> A possible link would be that more progressive countries have more immigrants from places with higher fertility rates, and these immigrants are the ones pushing the TFR up.
Seems to me that this factor, when you can bring yourself to ignore the controversy of implied adjacent ideas, is one that can't be ignored if we want to understand the dynamics of culture, economics and fertility. To say that a liberal culture has a higher fertility rate is to ignore that liberal cultures often import populations from very conservative cultures. It's possible that the cultural differences between the European populations are negligible that if immigrant fertility were taken into account the line of best fit in these graphs would be flat. Or they could be inverse, or similar, we just don't know. But to ignore the possible effect is to not seriously strive to understand this dynamic.
I was disappointed that the author hadn't done a literature review, even a basic one. Perhaps they're an expert and didn't see the need, but they didn't cite anything or provide any further reading.
And it's not like this subject isn't researched.
There's so much [1] [2] that a literature review might be a really good place to start.
I would be really surprised if it's just one core issue to point at, there's a ludicrously long list of perfectly reasonable factors that all do their part. These graphs barely show any correlation at all, much less any causation.

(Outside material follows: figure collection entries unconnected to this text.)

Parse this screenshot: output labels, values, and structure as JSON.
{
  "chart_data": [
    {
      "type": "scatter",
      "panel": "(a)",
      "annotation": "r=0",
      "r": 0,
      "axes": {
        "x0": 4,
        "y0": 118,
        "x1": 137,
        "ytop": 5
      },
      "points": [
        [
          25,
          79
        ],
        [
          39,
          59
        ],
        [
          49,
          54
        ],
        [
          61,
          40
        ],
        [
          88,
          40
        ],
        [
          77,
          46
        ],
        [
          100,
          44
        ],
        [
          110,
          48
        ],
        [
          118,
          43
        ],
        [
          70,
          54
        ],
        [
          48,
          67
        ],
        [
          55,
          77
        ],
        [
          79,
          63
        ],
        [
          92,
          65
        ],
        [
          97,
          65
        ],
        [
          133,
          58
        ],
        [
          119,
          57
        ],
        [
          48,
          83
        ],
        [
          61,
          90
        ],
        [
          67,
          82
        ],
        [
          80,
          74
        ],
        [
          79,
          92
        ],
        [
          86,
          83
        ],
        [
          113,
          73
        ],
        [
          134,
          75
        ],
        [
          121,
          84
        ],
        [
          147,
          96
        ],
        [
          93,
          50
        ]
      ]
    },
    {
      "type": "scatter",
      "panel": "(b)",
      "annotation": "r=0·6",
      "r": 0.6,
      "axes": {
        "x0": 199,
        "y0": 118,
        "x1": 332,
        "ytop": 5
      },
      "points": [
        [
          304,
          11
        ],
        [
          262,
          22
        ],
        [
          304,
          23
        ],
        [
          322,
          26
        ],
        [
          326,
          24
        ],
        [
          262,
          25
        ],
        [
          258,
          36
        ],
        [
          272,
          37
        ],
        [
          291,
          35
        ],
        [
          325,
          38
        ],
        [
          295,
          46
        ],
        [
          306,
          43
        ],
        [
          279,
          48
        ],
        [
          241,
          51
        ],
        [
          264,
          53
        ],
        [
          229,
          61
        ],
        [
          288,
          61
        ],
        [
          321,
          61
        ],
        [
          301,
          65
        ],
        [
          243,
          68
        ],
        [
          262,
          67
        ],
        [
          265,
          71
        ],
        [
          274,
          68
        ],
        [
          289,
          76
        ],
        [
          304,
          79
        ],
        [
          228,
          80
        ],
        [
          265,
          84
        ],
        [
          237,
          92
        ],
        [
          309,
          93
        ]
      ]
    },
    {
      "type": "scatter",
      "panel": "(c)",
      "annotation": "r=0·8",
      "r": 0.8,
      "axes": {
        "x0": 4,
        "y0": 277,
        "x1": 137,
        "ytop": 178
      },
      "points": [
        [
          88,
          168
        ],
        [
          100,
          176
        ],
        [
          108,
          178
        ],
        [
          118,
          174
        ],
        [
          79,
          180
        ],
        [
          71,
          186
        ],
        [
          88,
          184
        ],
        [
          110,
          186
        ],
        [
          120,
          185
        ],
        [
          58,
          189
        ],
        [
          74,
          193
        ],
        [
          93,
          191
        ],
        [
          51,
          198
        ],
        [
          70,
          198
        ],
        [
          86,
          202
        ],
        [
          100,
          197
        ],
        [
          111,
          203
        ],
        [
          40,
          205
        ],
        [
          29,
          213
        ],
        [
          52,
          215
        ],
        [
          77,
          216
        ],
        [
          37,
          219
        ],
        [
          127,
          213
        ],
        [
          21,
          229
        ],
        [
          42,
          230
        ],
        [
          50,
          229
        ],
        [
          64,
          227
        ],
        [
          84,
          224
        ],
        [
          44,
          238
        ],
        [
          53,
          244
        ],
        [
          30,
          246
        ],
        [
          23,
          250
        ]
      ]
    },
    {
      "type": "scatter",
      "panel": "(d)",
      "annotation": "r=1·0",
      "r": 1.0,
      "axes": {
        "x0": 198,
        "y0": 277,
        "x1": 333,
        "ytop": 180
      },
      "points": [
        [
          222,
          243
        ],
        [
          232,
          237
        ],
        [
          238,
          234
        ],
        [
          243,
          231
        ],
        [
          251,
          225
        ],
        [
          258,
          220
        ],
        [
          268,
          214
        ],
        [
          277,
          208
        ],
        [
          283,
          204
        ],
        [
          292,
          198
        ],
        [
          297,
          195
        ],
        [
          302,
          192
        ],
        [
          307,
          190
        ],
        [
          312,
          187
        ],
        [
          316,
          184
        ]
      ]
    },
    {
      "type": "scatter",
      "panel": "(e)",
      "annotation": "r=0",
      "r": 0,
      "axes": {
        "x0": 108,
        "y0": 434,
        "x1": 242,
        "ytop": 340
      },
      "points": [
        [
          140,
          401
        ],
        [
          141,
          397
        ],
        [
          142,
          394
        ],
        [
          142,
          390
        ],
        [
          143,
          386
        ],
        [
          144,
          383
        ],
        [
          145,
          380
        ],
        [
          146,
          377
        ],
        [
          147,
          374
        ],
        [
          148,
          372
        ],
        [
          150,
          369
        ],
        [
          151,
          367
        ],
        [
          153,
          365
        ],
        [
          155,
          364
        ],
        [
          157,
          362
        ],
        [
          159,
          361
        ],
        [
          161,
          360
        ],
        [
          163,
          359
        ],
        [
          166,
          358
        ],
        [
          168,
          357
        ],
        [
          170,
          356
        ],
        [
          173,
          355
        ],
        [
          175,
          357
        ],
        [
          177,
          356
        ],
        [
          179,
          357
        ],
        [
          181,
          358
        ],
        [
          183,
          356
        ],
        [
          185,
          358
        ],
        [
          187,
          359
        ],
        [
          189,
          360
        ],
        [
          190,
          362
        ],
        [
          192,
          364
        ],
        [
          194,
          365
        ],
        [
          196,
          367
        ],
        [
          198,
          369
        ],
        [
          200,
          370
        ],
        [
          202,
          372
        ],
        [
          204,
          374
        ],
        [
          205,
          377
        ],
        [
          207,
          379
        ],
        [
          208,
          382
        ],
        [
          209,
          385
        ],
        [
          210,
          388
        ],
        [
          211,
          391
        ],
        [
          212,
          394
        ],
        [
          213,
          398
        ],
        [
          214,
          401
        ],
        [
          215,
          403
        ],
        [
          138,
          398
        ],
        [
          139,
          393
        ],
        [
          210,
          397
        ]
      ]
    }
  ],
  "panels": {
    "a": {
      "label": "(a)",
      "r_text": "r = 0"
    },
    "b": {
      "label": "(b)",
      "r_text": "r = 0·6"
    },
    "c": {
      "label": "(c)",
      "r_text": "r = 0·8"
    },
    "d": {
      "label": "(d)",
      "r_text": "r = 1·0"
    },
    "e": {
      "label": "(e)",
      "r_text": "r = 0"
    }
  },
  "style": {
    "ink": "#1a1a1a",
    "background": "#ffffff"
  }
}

In H. sapiens this has less to do with speciation and more to do with economic drivers. That is, we adapt to societal circumstance more than other species do. Examining populations in the 18th century, you needed to have a higher number of children, because half of them were likely to not make it to adulthood.
In modern Western society, this is no longer true, but that's a new wrinkle that has arrived in the last fifty years. That family behaviors didn't change to a noticeable degree until roughly twenty years ago, tells you there's something more going on than "the species is just like that."

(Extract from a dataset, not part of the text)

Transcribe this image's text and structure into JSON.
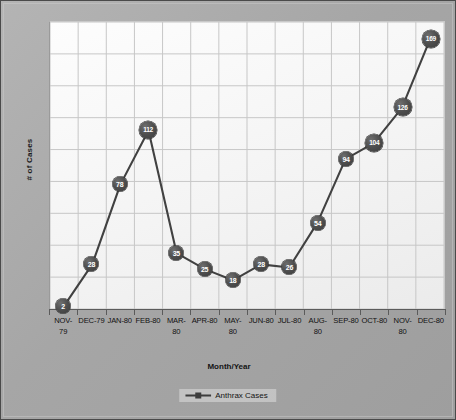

As well as reducing population, negative birth rates have the side effect of ageing the population.
A population where most people are over 65 is one where ever more resources get spent on healthcare & pensions, paid for by the ever fewer number of working age people.
There’s also various toxic political effects ageing electorates can have on democracy.
There is a very rational argument for the population being expanded: we need the population pressure to push us to invest in launch cost reduction, space mining and colonization so it becomes feasible to move heavy industry and eventually the population into space to leave earth to recover. I would rather see earth become a pristine zoo than a tomb and reducing population only cuts a small subset of the risks of becoming a tomb and exacerbates others.